Monday, July 14, 2008

Bush, the EPA, and the Court

Or: The Executive's Radical Abdication of its Responsibilities Under the Separation of Powers

Not that the Bush administration gives a shit about the Constitution anyway. Which is to say that the Bush administration doesn't give a shit about the only thing that makes all American citizens united as Americans. I could go on and on about how, as everyone who lives here originally came from somewhere else, we cannot, as the French, the Chinese, or Nigerians, claim that we are American because this is where our flesh and blood originated. We don't have race to unite us. We have no "creation myth." We have the Constitution, and we have the Declaration of Independence. And I think that's so much more beautiful. But I'm not going to go on about that. I'm going to talk about the EPA

A few days ago President Bush's EPA head Stephen Johnson announced that the EPA is not going to to anything about greenhouse gas emissions. He claimed that the EPA is going to do more research about whether or not greenhouse gas emissions have consequences harmful to people.

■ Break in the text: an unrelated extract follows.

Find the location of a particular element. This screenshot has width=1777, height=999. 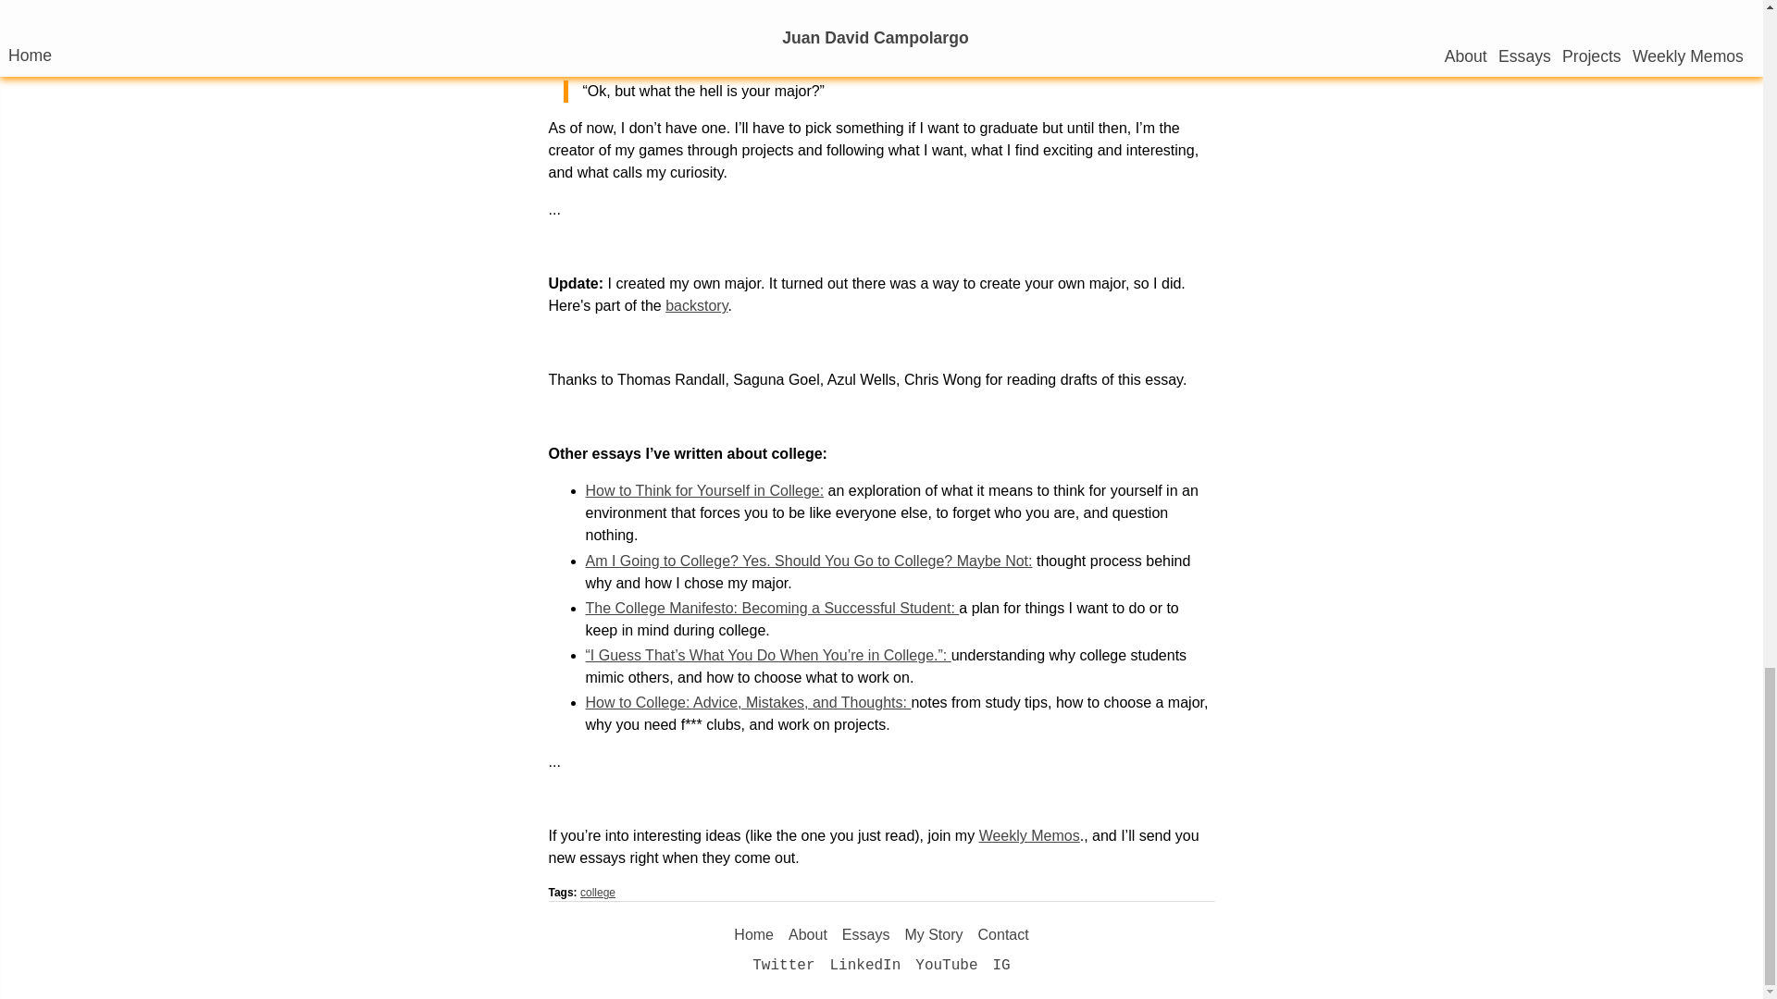

IG is located at coordinates (1001, 966).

Despite the fact that, as the New York Times reports (click on the title of this post to go to that article), "last December, a task force of agency scientists concluded that emissions do indeed endanger public welfare, that the E.P.A. is required to issue regulations, and that while remedial action could cost industry billions of dollars, the public welfare and the economy as a whole will benefit (emphasis mine)."

This WOULD be business as usual with the Bush Administration (and what we can expect from a potential McCain administration) EXCEPT that the Supreme Court last year decided in Massachusetts et al v. Environmental Protection Agency that the Bush administration MUST take action to determine whether greenhouse gasses were harmful (which it was determined they were) and if so, they MUST take remedial action.

In other words, the Bush administration has been evading the law since EPA scientists submitted their report last December. Now, with the official announcement that the EPA is not going to act on emissions, the administration is openly breaking the law.